Author : Hussien T. AL-Battaineh, Ph.D., P.Eng., CVS®
Description : Prior to the pandemic, the delivery of Value Engineering studies was steady and predictable, with a strong reliance on face-to-face workshops and travel. Life was good! Then, literally overnight, everything changed. Restrictions and lockdowns forced reimagining of how to connect with and serve clients. At first, it felt as though the Value Engineering world has been challenged with a serious blow. However, it has proven true that creativity can spring from a crisis situation. Working from home, remote communication, and virtual platforms have become indispensable necessities for many industries, and Value Engineering professionals have adapted to this new reality well. This presentation will focus on lessons learned from virtual facilitation and the ways in which EHan Engineering has adapted its methods to not only maintain but improve upon the quality of the Creativity Phase in its Value Engineering workshops.
Author : Anna M. Bremmer, CVS, LEED AP
Description : In construction, the contract structure/project delivery method defines the owner-designer-contractor relationship.  The Value Methodology is a tool to bring all the parties together to develop a common understanding of the project and find ways to optimize design, make the project easier and faster to construct, reduce risk, and avoid cost—all while maintaining needed functionality.  In this context, function analysis can be done by 1) combining construction process functions with project functions or 2) separating these functions to further analyze the construction management process.  Active participants in this webinar will have the opportunity to analyze identified construction management process functions, identify additional functions, and work together build a FAST diagram.

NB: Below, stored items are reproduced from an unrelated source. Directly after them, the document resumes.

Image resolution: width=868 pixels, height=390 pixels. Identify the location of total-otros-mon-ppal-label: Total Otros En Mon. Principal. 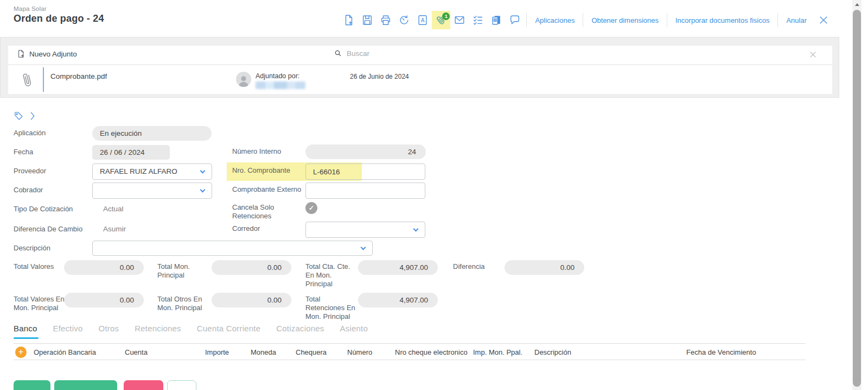
(182, 304).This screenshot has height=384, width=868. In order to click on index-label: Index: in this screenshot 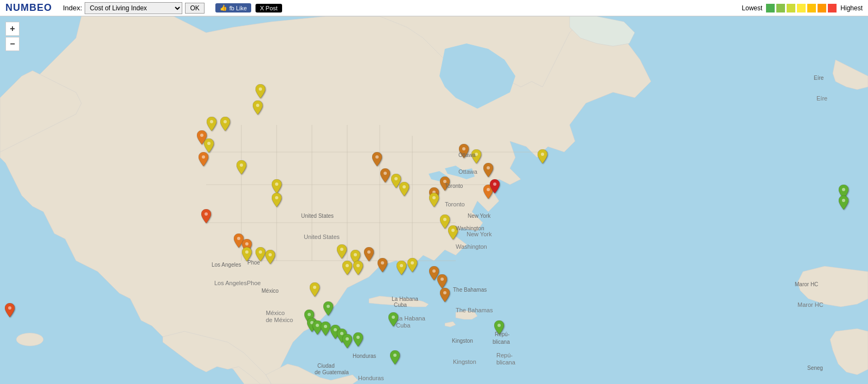, I will do `click(73, 8)`.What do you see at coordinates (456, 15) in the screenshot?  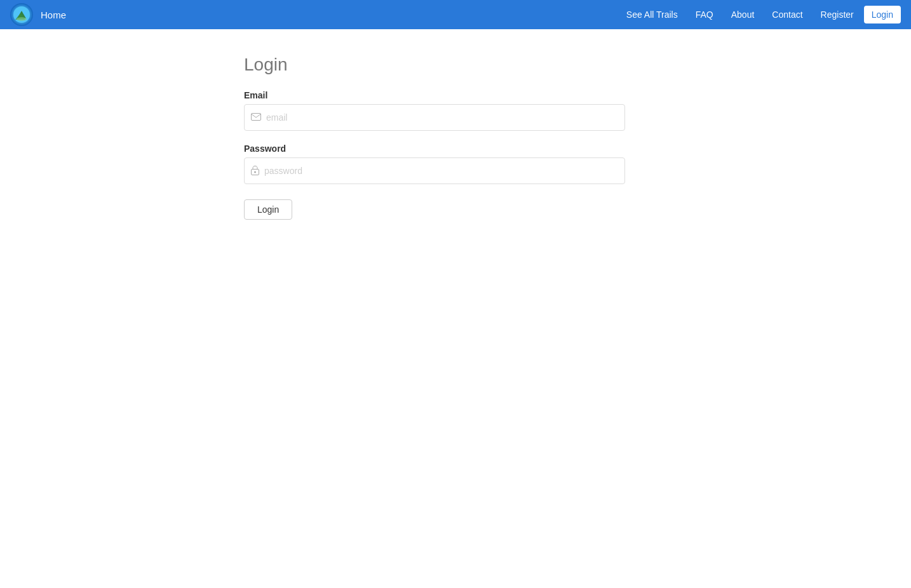 I see `navbar: Home See All Trails FAQ About Contact Re…` at bounding box center [456, 15].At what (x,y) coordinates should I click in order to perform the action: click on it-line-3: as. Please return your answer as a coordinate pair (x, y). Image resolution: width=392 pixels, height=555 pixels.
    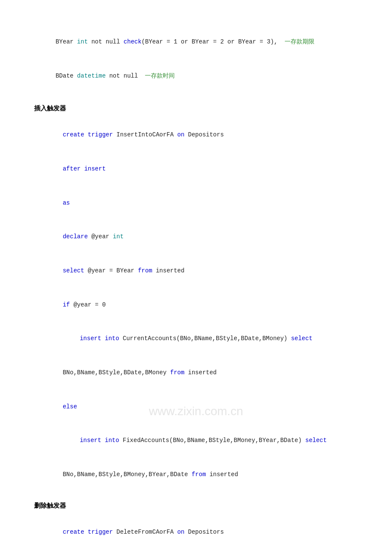
    Looking at the image, I should click on (196, 203).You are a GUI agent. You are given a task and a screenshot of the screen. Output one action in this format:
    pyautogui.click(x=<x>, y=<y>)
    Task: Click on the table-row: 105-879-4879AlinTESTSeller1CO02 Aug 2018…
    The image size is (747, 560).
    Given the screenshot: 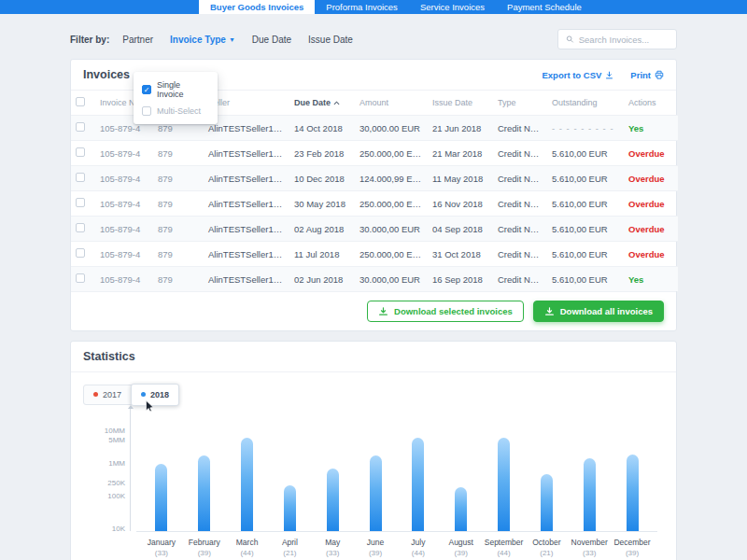 What is the action you would take?
    pyautogui.click(x=374, y=230)
     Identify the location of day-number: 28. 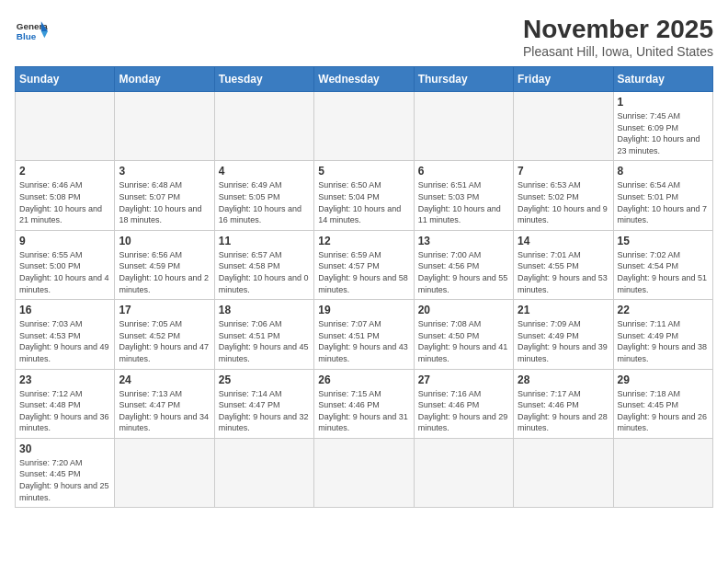
(563, 380).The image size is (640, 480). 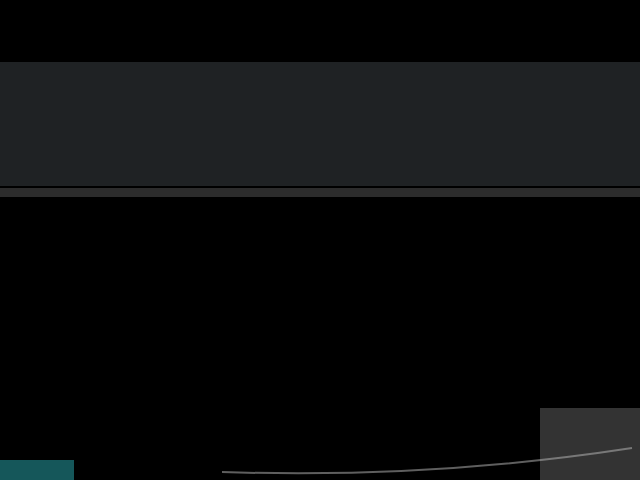 I want to click on watermark-panel, so click(x=590, y=444).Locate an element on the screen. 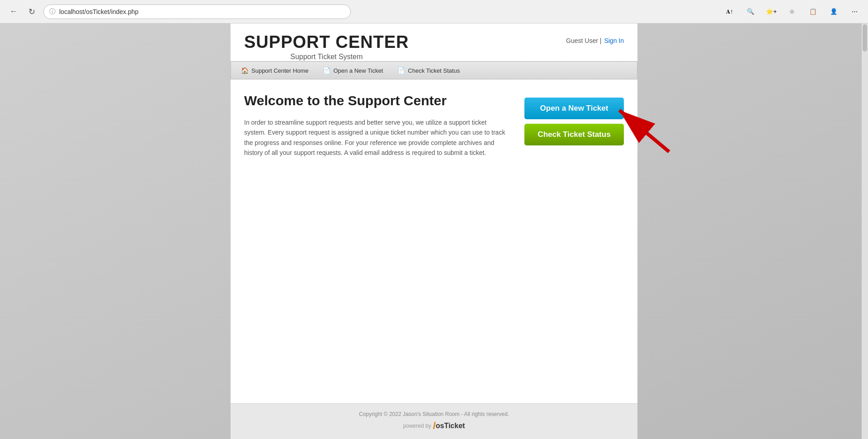 The width and height of the screenshot is (868, 439). site-footer: Copyright © 2022 Jason's Situation Room … is located at coordinates (434, 421).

Author : Dr. Paul Scarbrough
Description : This webinar demonstrates that facilitated Value Engineering and the language of functions overcome the increased conflict that can from diverse project teams. The structural process of making decisions has a high probability of conflict and hostility if the process does not work. This leads to the Diversity Paradox: Increased diversity always leads to more ideas that do not survive the process, and thus more potential conflict. Value Management is a reliable, and robust process that channels diverse teams to reach a common understanding of needs without reference to the current solution. Facilitated VM specializes in inclusion of diverse stakeholder ideas to solve big problems. 

Key Moments - 
2:31  Design Process deconstructs ideas
6:15  Diversity increases idea rejection
9:20  Different Cultures, Different Communication Problems
14:00 VE focuses participants on transcendent goal
15:20  Transcendent Goal creation through Function Analysis
17:49 Focus on goals (basic function) improves trust
18:29 VE is goal seeking, not consensus building
20:40 VE benefits from diversity in teams
22:47 Research shows diversity can lead to increased conflict.